If your text can change and will only
be accessed from a single thread, use
a StringBuilder because StringBuilder
is unsynchronized.If your text can changes, and will be
accessed from multiple threads, use a
StringBuffer because StringBuffer is
synchronous.
What does it mean by multiple threads? Can anyone explain me over this? I mean is it something two methods or two programs trying to access another method at same time.
Threads are paths of execution that can be executed concurrently. You can have multiple threads in your Java program, which can call the same method of the same object at the same time. If the method e.g. prints something on screen, you might see the messages coming from different threads jumbled up – unless you explicitly ensure that only one message can be printed out at a time, and all other requests to print shall wait until the actual message is fully printed.
Or, if you have a field in that object, all threads see it. And if one of them modifies the field… that’s when the interesting part begins 🙂 Other threads may only see the updated value at a later time, or not at all, unless you specifically ensure that it is safe to use by multiple threads. This can result in subtle, hard to reproduce bugs. This is why writing concurrent programs correctly is a difficult task.
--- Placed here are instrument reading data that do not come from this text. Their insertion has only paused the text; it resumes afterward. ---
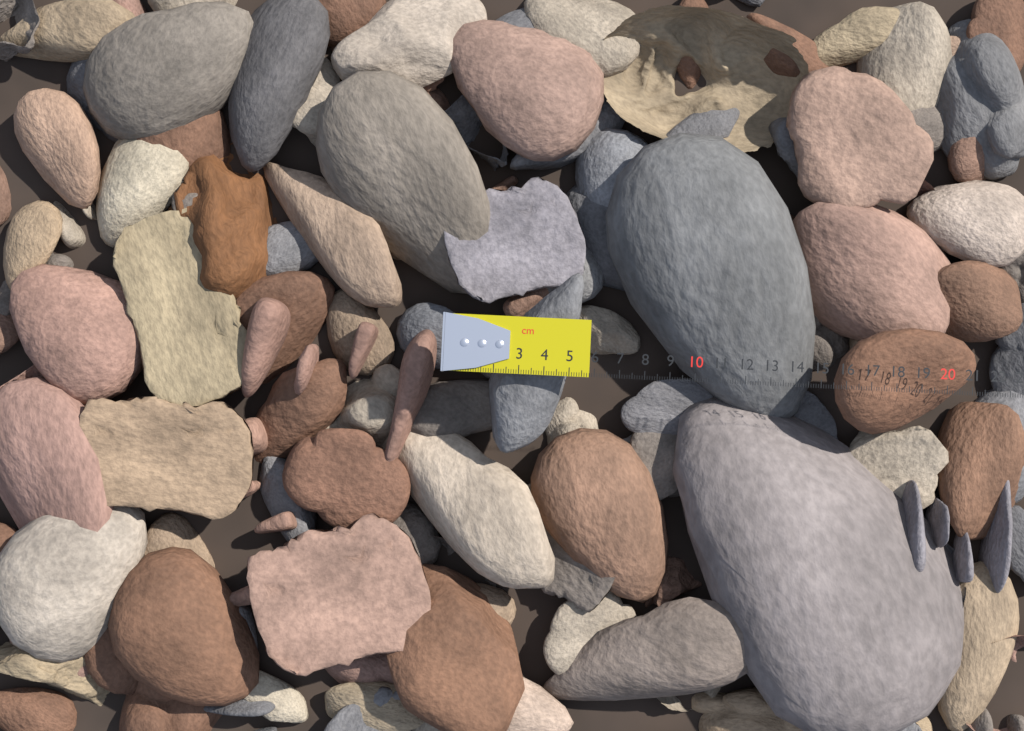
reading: 5.8 cm
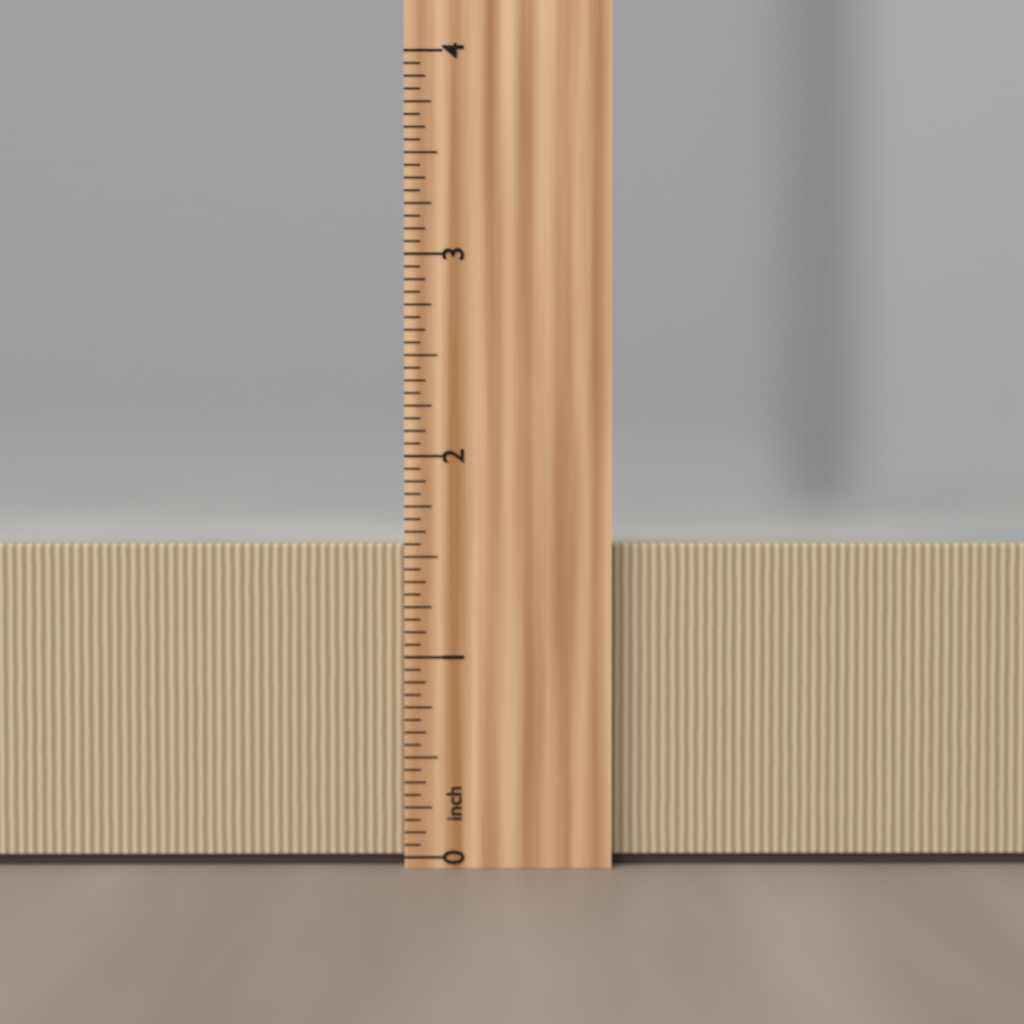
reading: 1.5625 inch
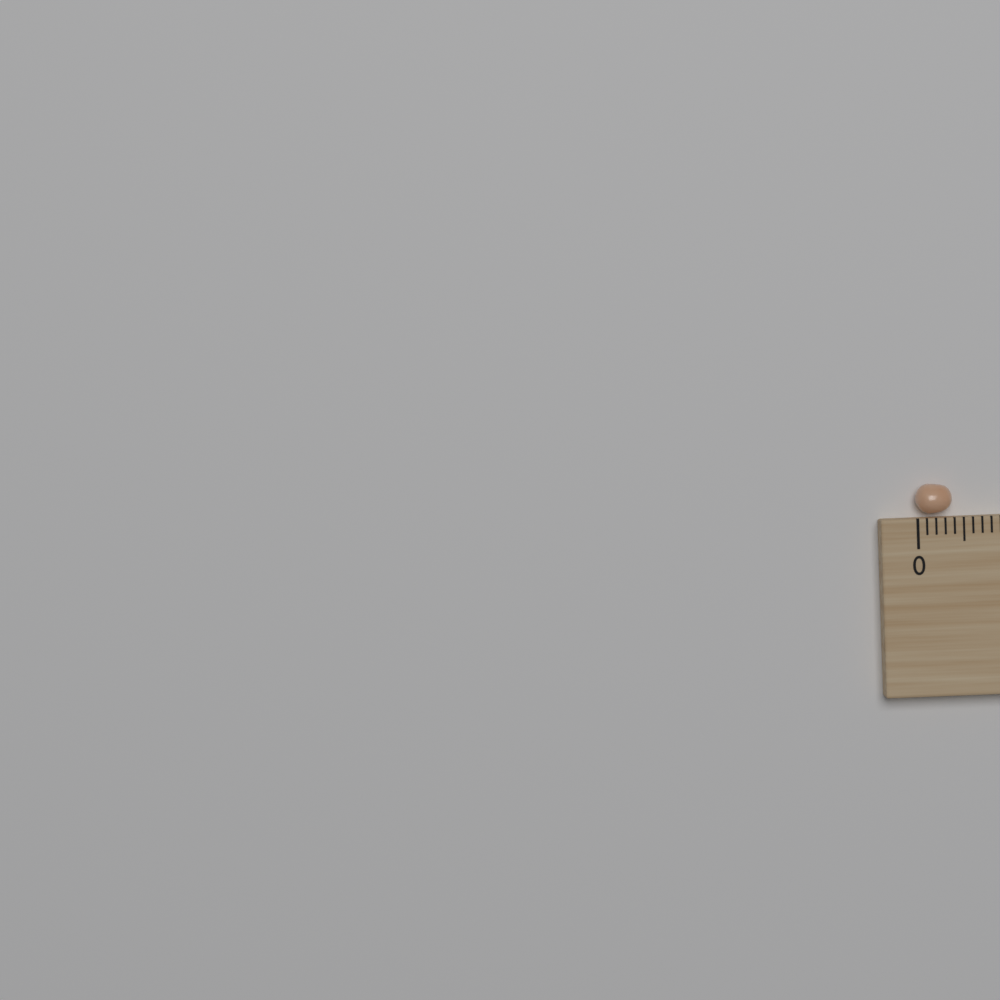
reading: 0.4 (no unit)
On machines with a single processor core, only a single thread can run at any time, thus different threads are executed one after another, but the OS switches between them frequently (many times per second), thus giving the user the illusion of seeing multiple threads running in parallel. OTOH multicore machines can really run several threads at the same time – as many as processor cores they have.
Every Java program has at least one thread. You may manually create additional threads within your program and pass them tasks to execute.
A detailed explanation of threads and processes – and further, concurrency in Java – can be found in the Java Tutorials.